The UN-backed November 29-December 10 talks in Cancun follow an acrimonious summit in the Danish capital one year ago on pushing back the threat of climate change after 2012.

"It's probably going to be tough" in Cancun, Hedegaard told AFP, acknowledging that the goal of an internationally binding deal had slipped given the unchanging positions of China and the United States.

The two giants clashed at a UN climate meeting in China in October, accusing each other of blocking progress ahead of Cancun.

"In the end, what matters is that the world's two largest emitters ... that they also say: 'Yes, we really want to do this,'" Hedegaard said.

"They have a huge responsibility."

Hedegaard called for a practical approach and smaller goals, such as deals on deforestation, setting up climate warning systems, progress on financing, and encouraging the transfer of cleaner technology to poorer countries.

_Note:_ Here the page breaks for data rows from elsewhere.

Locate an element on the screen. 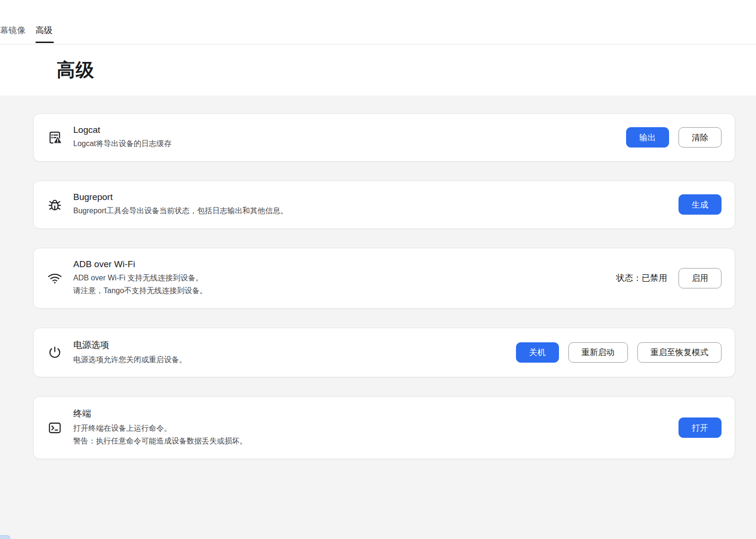 Image resolution: width=756 pixels, height=539 pixels. log-warning-icon is located at coordinates (55, 138).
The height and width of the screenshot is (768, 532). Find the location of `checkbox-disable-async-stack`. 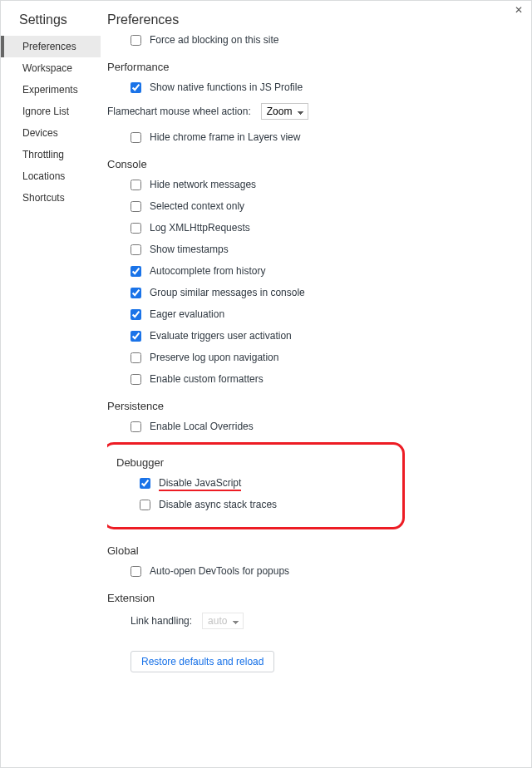

checkbox-disable-async-stack is located at coordinates (145, 505).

Actions such as emissions targets from businesses and countries in recent years showed that the United Nations Framework Convention on Climate Change (UNFCCC) was making progress, Hedegaard said.

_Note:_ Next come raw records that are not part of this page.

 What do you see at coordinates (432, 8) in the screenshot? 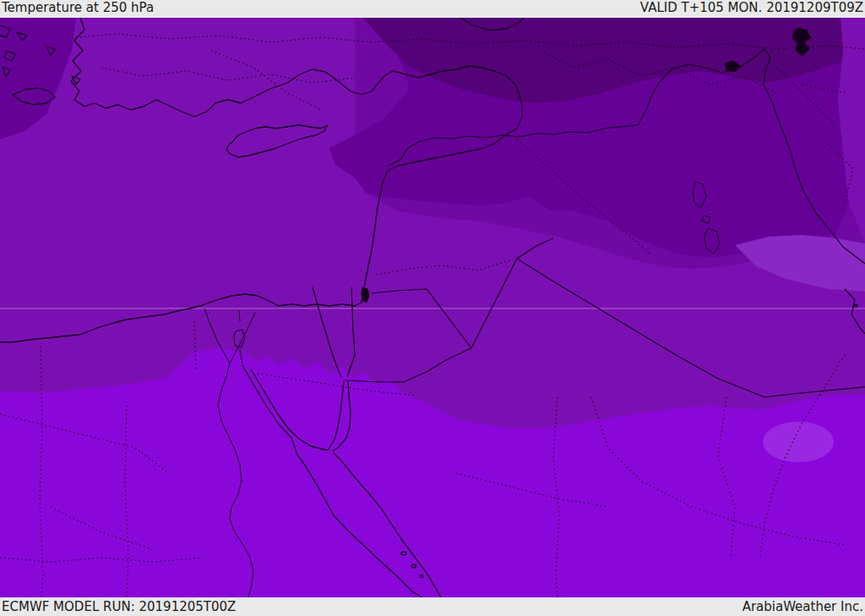
I see `header-bar: Temperature at 250 hPa VALID T+105 MON. …` at bounding box center [432, 8].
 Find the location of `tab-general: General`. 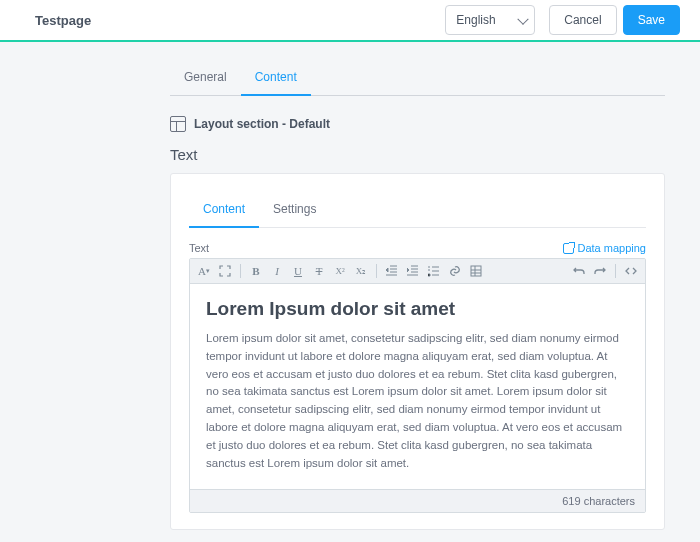

tab-general: General is located at coordinates (206, 78).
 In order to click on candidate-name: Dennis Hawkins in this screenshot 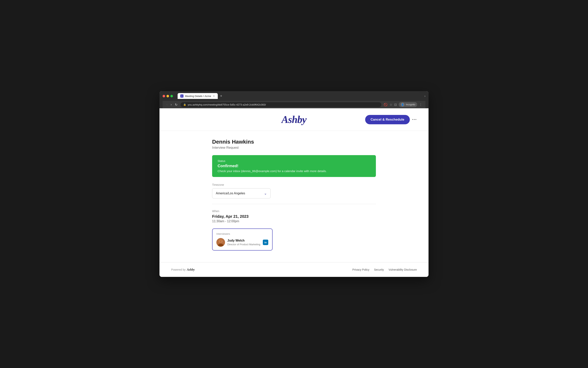, I will do `click(294, 142)`.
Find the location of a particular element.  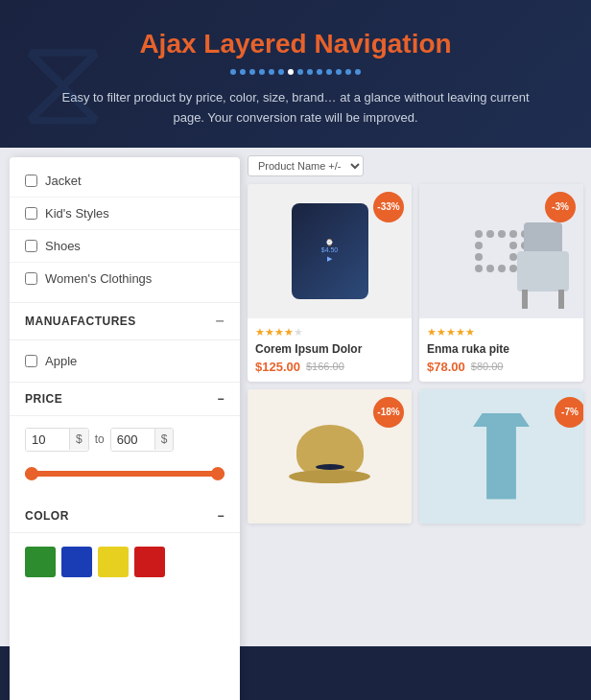

products-row-2: -18% -7% is located at coordinates (415, 456).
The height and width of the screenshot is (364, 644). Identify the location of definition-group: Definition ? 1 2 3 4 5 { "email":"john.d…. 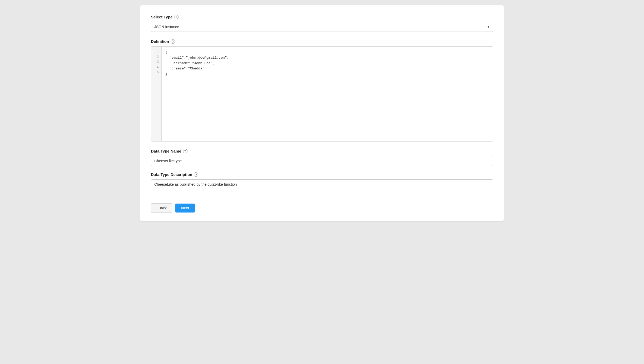
(322, 90).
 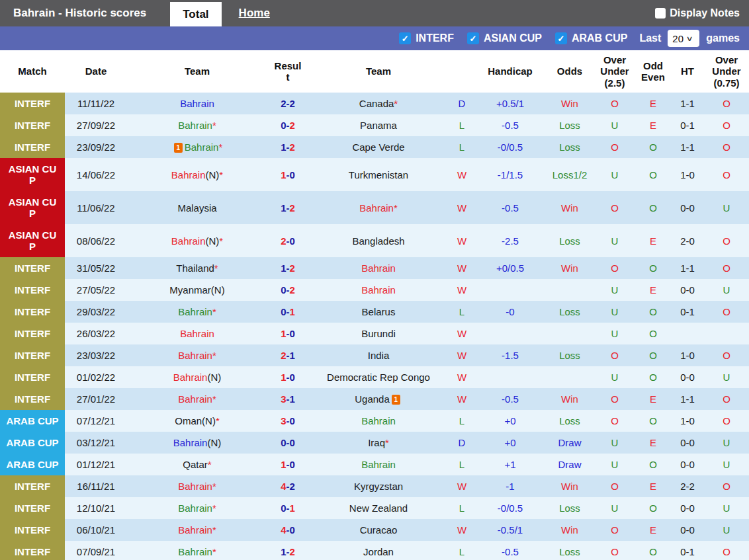 What do you see at coordinates (96, 241) in the screenshot?
I see `match-date: 08/06/22` at bounding box center [96, 241].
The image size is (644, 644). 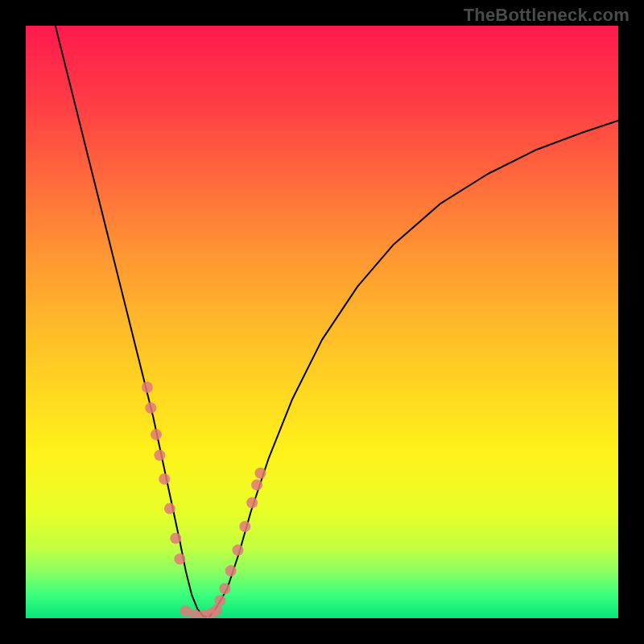 I want to click on watermark-text: TheBottleneck.com, so click(x=547, y=15).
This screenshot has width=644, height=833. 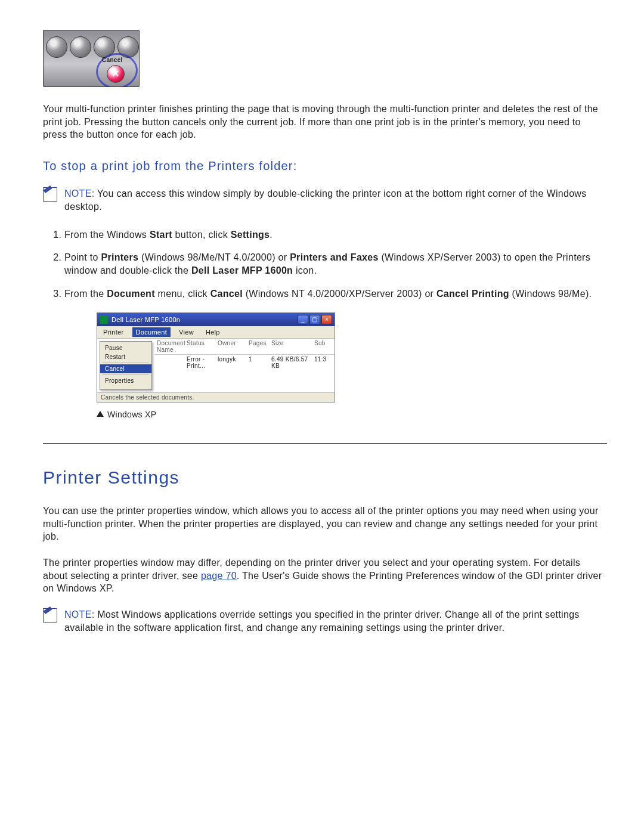 I want to click on menu-view: View, so click(x=186, y=332).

"If we do not have this process then people should not believe that OK, then there is just some magical bullet," she added.

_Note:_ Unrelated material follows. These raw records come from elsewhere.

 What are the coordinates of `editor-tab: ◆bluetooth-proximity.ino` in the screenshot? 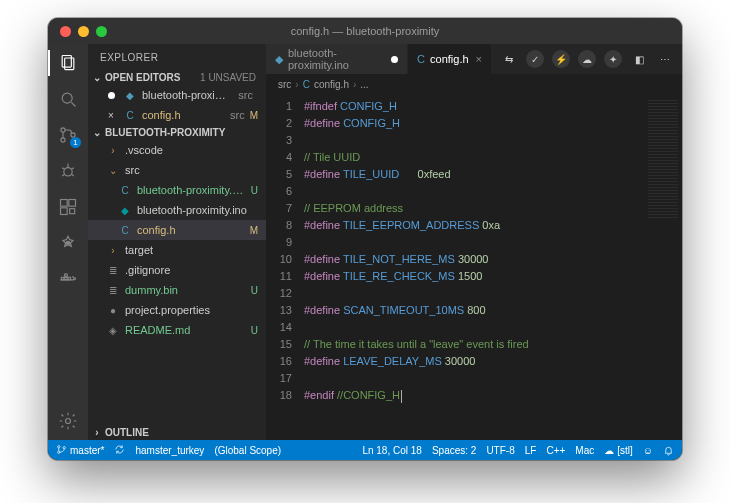 It's located at (337, 59).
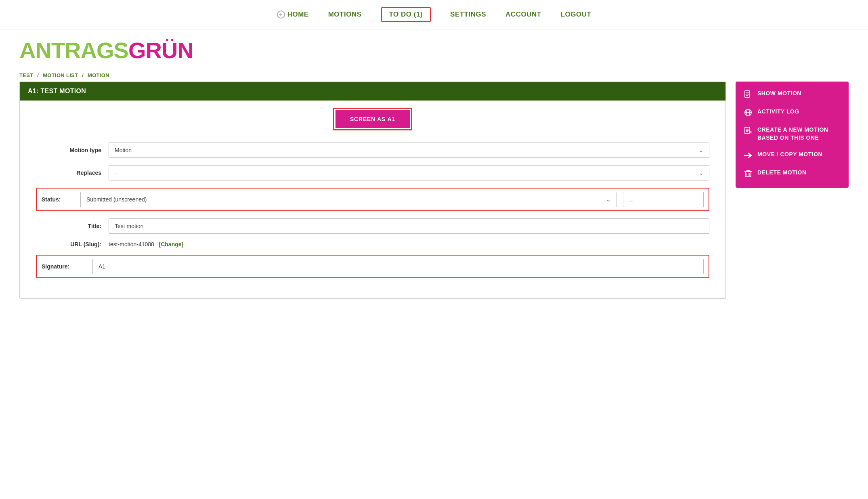 The image size is (868, 499). I want to click on delete-motion-label: DELETE MOTION, so click(782, 173).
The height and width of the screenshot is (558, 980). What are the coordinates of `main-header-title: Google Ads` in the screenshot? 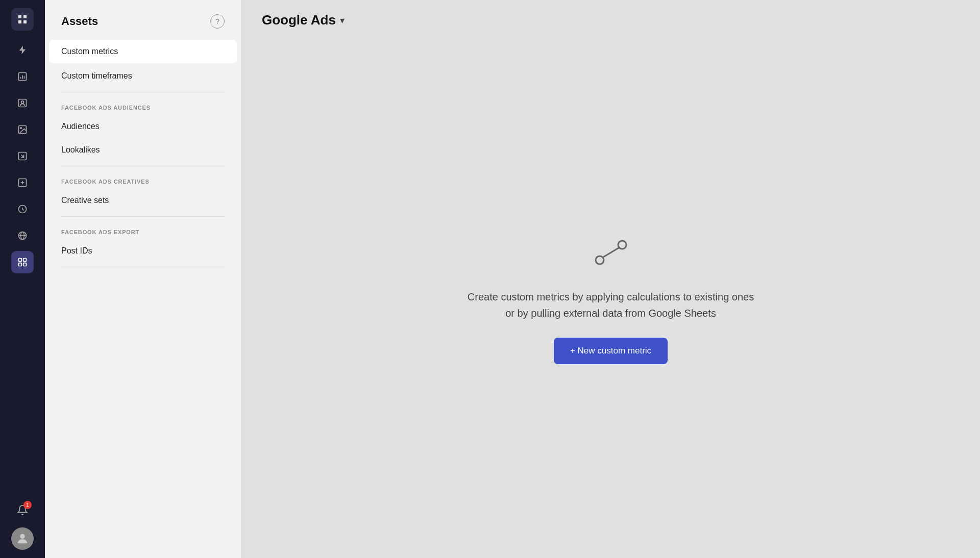 It's located at (299, 20).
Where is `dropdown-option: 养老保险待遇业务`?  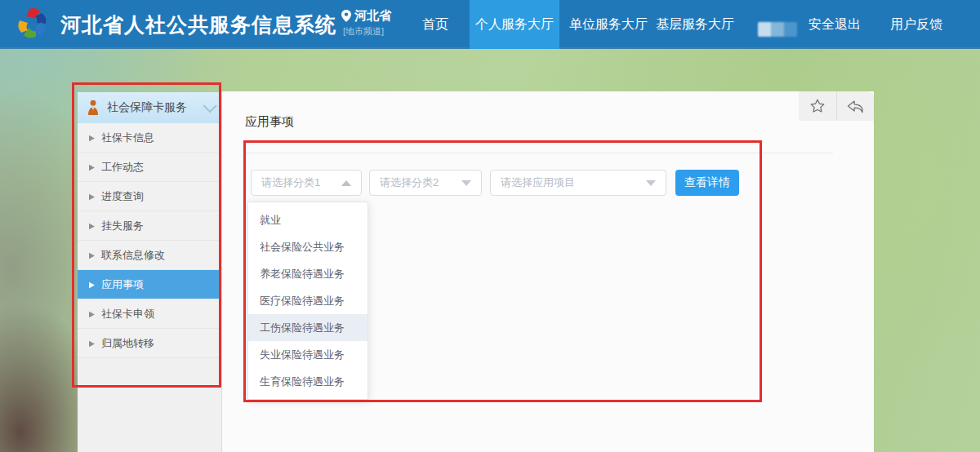
dropdown-option: 养老保险待遇业务 is located at coordinates (308, 274).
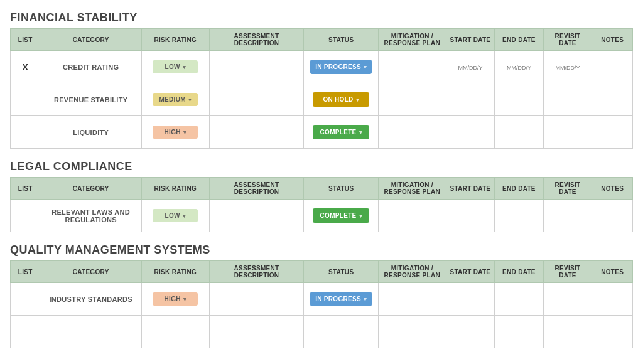  Describe the element at coordinates (568, 67) in the screenshot. I see `revisit-date-cell: MM/DD/Y` at that location.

Recent weather -- including an unprecedented heatwave in Russia, record temperatures in the Middle East, heavy rain in northern Europe and flooding which caused massive mudslides in China -- fits with scientific predictions regarding climate change, Hedegaard said.

"I do not say that every time you see heavy precipitation that it's due to climate change, I just say that all the things you saw globally this year are very much in line with what scientists had warned us would happen."

The long-running UN negotiations are aimed at eventually securing a binding global treaty on how to limit and cope with climate change.

This would replace the Kyoto Protocol, which expires at the end of 2012.

Representatives of 51 countries and the European Union took part in the two-day meeting in the Mexican capital, ending Friday.